Apart from the pictures, every line below is to be set down exactly.
━━━━━━━━━━━━━━━━━━━━━━━━━━━━━━
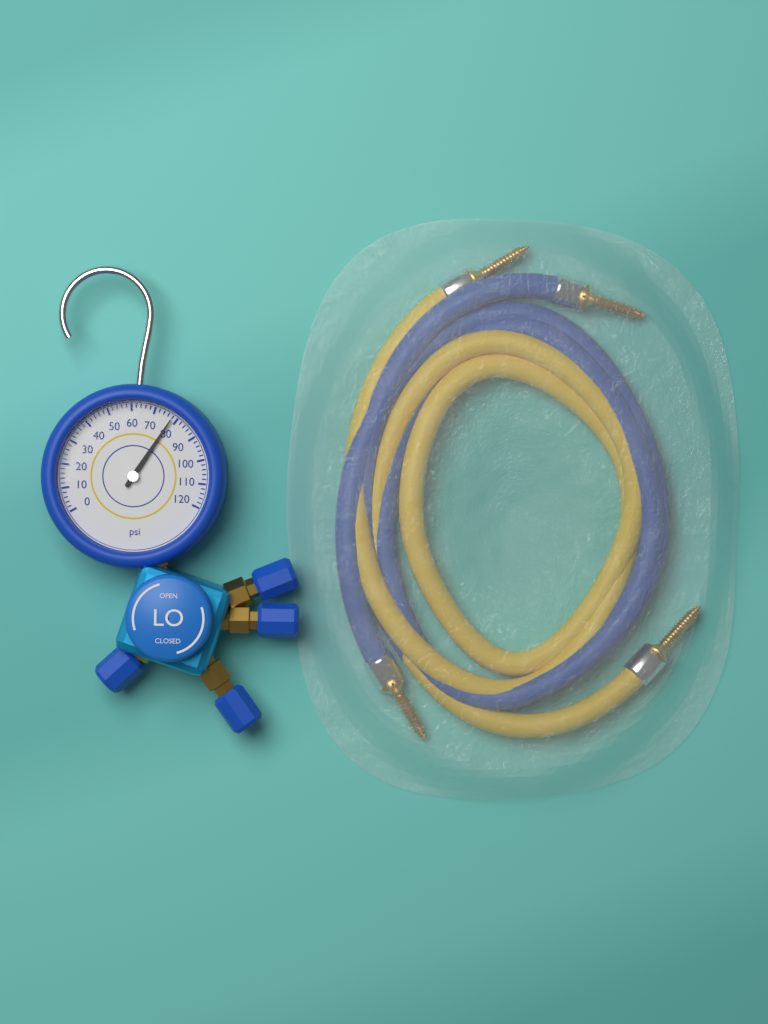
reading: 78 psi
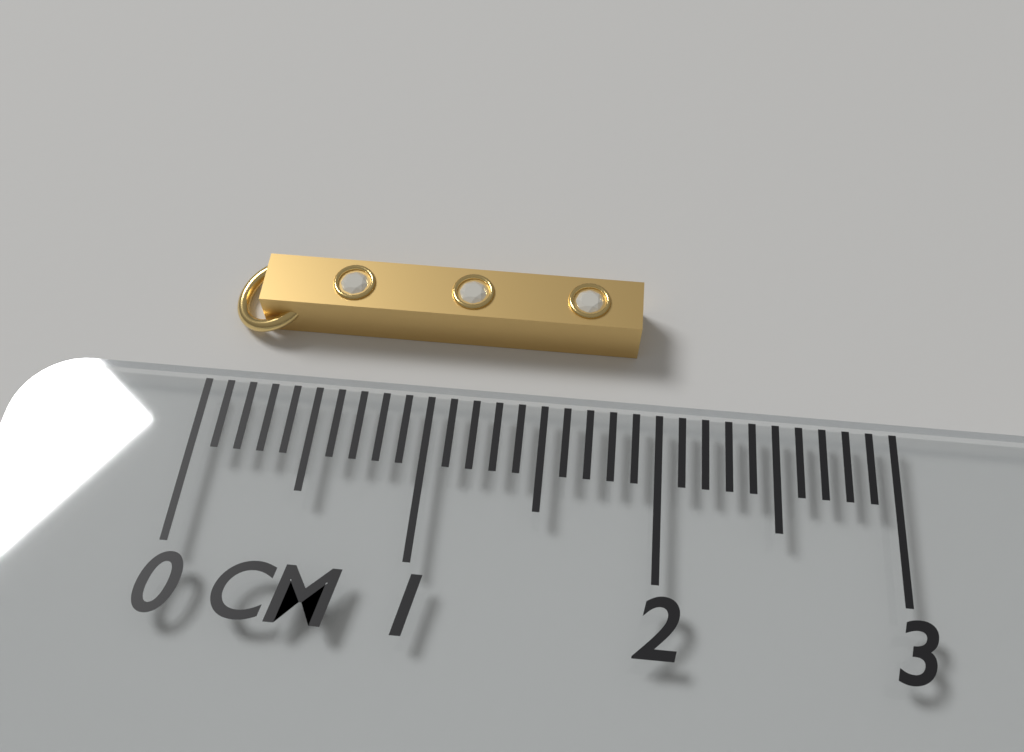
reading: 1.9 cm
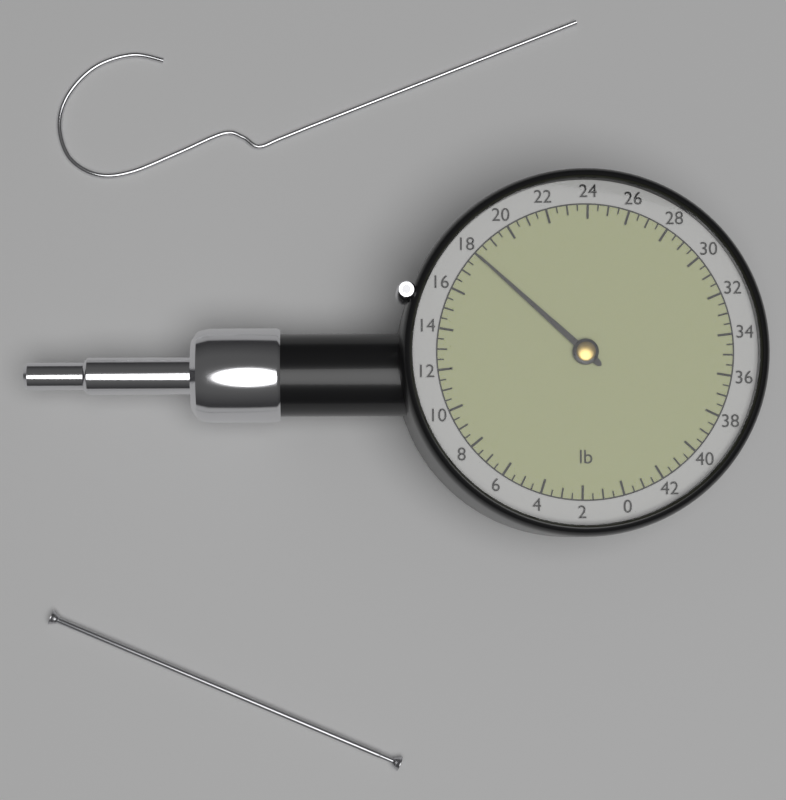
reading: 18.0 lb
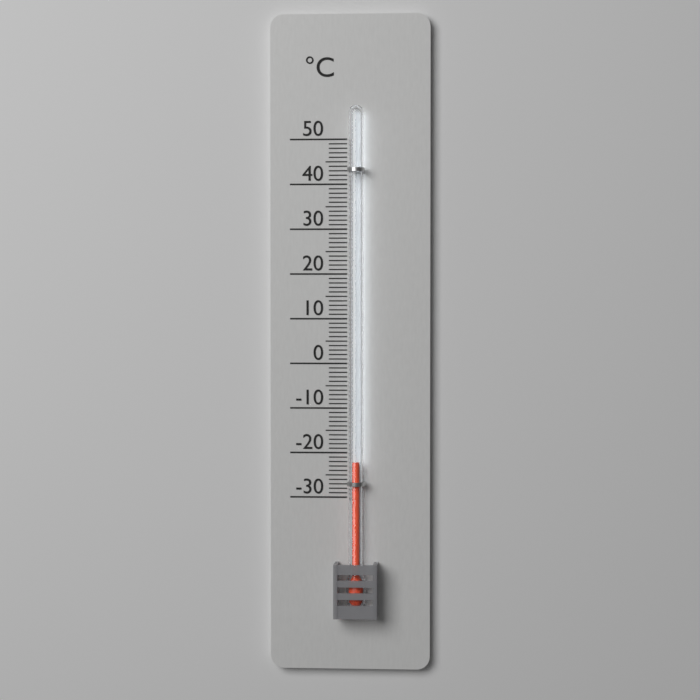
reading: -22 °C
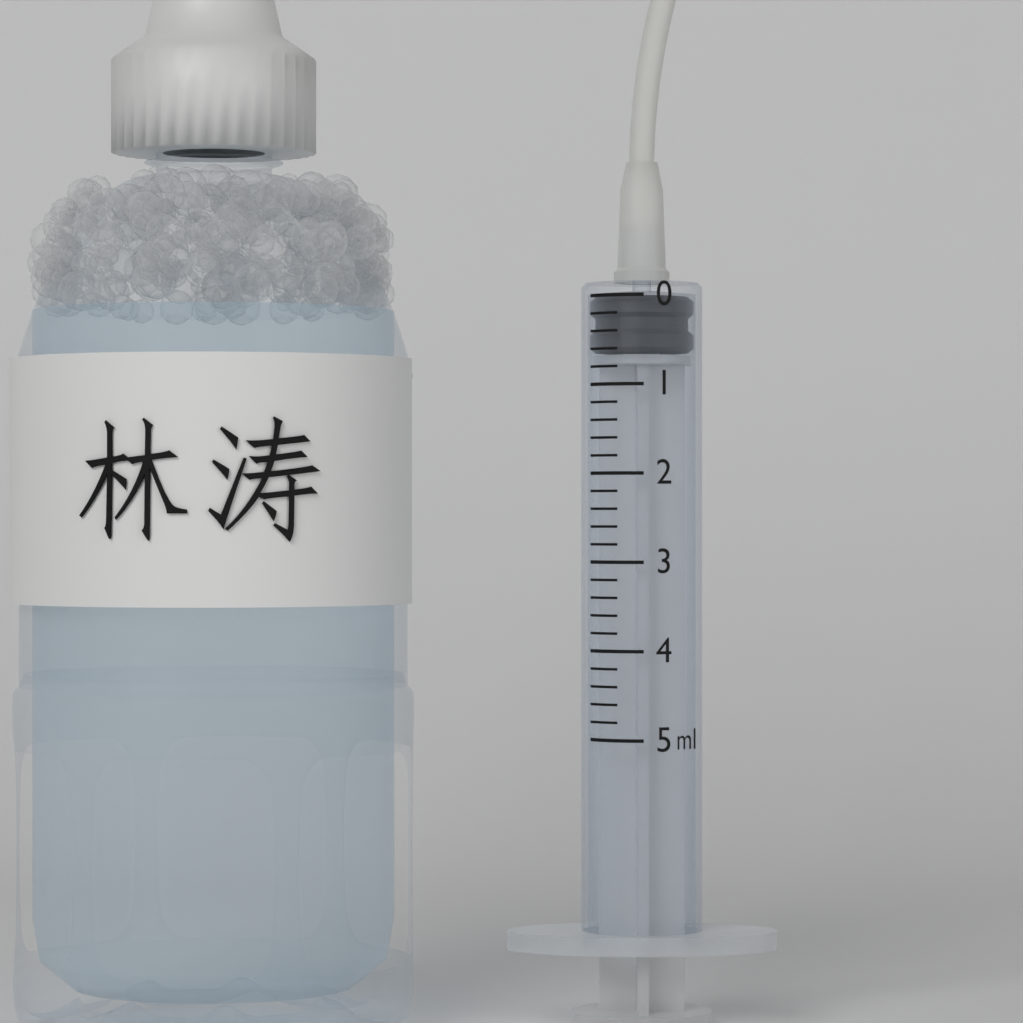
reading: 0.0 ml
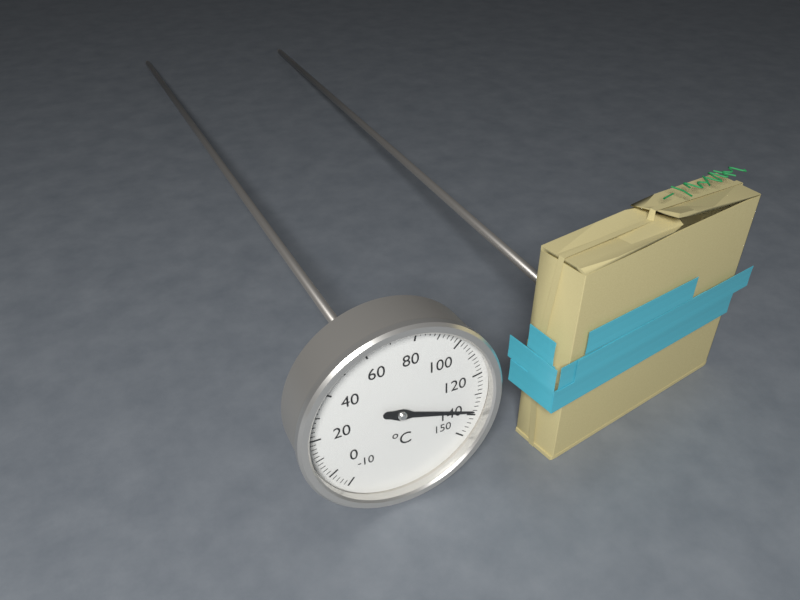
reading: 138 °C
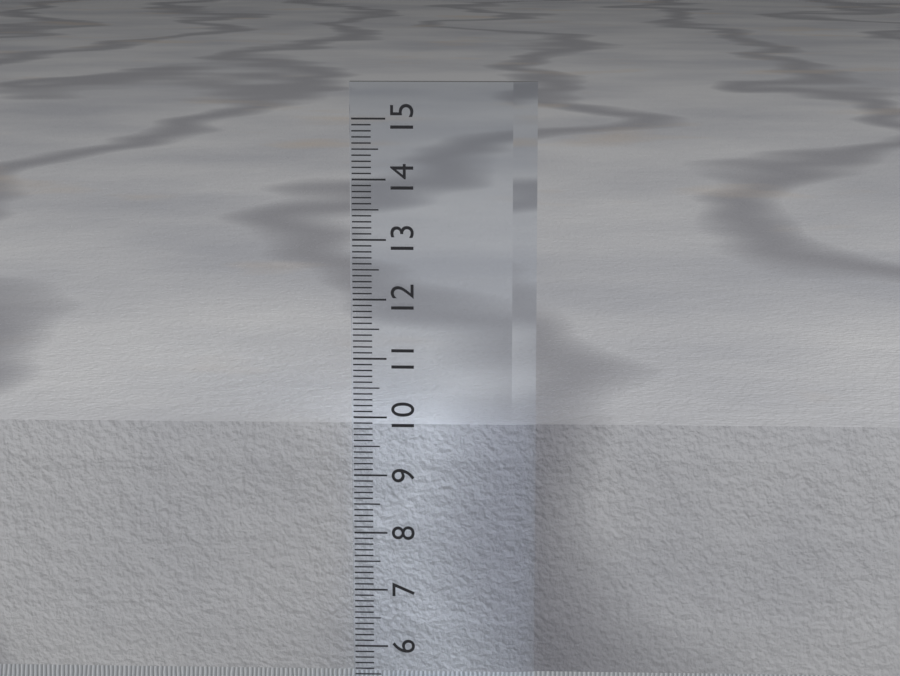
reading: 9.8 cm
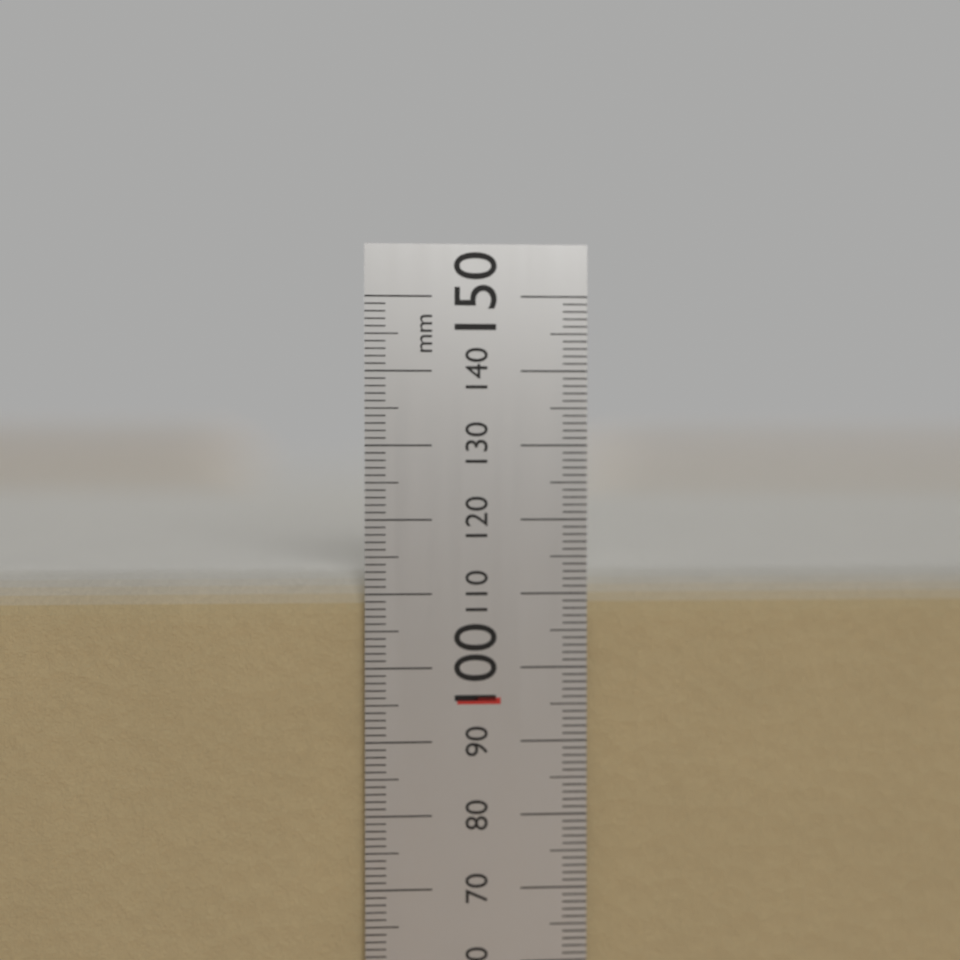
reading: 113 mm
━━━━━━━━━━━━━━━━━━━━━━━━━━━━━━
### RESULT OF THIS EXERCISE:
reading: 78 psi
reading: 1.9 cm
reading: 18.0 lb
reading: -22 °C
reading: 0.0 ml
reading: 138 °C
reading: 9.8 cm
reading: 113 mm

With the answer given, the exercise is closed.